Soloway has faced scrutiny for making certain choices, like
hiring Jeffrey Tambor, rather than a trans woman, to play Maura. Soloway has also
been criticized for sharing a photo on social media, which combined images of the
Kardashian family and an advertisement for Transparent,
in reference to speculations about Bruce Jenner’s gender identity. Her
apologies fell on deaf ears to some, while others view her acknowledging her
mistakes as genuine. This type of real-life dialogue mimics the content of the
show itself, which emphasizes that individuals have the potential to change,
evolve, grow, and learn. Transparent
shows us a world where people are often not getting empathy right, but also
shows us a world where we have the power to learn from our mistakes and become
better, more empathetic people.

Transparent
succeeds because it goes beyond today’s hashtag activism to show us a nuanced
portrait of one trans woman’s experience of coming out, and one family’s
experience adapting to that change. The show’s depiction of today’s world is
fraught with contradictions: Maura has the freedom to be herself in a way she
never could have in the past. She explains to her daughter, “People led secret
lives. And people led very lonely lives. And then, of course, the Internet was
invented.” But, of course, the world has changed a lot, and also very little,
as Maura faces everything from awkward stares to outright discrimination. Her
children love her, but are also confused and are often incredibly insensitive.

Transparent shows
how the cultivation of empathy is in itself a process, a societal one, and also
an individual one. Unlike a show like Mad
Men
, where stylized scenes often give in to nostalgia, while still
criticizing the world of the 60s, Transparent
pushes back against any sense of wistfulness. In the opening montage,
images from the past dissolve into scenes from the present.

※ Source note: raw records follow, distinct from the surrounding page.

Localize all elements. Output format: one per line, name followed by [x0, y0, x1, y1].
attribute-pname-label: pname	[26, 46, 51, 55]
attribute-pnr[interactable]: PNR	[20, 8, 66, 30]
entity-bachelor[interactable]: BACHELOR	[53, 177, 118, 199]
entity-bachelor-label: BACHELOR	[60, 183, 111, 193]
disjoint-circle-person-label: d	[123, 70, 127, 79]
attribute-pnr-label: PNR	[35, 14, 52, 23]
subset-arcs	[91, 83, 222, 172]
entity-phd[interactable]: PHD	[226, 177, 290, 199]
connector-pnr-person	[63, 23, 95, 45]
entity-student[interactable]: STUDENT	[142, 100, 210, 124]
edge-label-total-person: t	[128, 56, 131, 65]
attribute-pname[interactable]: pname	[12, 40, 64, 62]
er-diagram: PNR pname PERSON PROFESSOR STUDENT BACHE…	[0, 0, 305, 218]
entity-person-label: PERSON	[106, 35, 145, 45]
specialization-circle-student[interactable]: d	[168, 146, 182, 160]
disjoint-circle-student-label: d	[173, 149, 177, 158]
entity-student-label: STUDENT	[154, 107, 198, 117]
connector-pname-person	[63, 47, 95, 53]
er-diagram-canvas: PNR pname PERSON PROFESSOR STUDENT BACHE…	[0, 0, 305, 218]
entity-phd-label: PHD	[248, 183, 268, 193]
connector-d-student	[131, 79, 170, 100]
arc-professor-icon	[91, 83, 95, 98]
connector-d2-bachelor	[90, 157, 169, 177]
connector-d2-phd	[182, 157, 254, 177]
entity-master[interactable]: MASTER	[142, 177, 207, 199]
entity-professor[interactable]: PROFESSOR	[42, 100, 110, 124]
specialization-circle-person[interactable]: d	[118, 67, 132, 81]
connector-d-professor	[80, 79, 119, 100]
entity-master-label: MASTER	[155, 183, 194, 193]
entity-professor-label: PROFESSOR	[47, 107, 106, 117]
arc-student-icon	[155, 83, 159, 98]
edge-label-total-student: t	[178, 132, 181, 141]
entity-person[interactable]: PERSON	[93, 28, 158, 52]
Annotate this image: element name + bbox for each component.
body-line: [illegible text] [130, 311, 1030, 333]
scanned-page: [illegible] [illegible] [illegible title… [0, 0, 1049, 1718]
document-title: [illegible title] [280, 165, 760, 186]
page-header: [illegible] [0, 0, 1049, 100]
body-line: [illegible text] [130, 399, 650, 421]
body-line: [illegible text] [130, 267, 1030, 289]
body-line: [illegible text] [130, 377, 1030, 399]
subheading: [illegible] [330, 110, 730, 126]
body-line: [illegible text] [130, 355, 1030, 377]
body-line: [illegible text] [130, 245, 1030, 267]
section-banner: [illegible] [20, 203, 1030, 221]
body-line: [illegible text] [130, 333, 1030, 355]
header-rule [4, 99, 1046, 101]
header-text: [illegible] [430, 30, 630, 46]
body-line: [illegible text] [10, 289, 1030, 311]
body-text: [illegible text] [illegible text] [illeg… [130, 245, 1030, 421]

When discussing their father’s new gender identity, Josh
wonders, “What does this mean? That everything Dad has said or done before this
moment is a sham? Like he was just acting the whole time?”

“It just means we all have to start over,” Ali replies.

In my favorite scene of the series, Maura lights Shabbat
candles for the first time, a Jewish tradition reserved for the mother of the
house. I love this scene because it highlights the wonderful juxtapositions
that characterize the entire series—the desire for tradition, stability and
wisdom leads each character back to a faith that is literally thousands of
years old, but each character is also constantly reconciling this drive with
the recognition that these traditions need to evolve in order for them, and for
us, to truly thrive.

Arielle Bernstein
is
a writer living in Washington, DC. She teaches writing at American
University and also freelances. Her work has been published in
The
Millions, The Rumpus, St. Petersburg Review and The Ilanot Review. She
has been listed four times as a finalist in
Glimmer Train short story
contests
. She is currently writing her first book.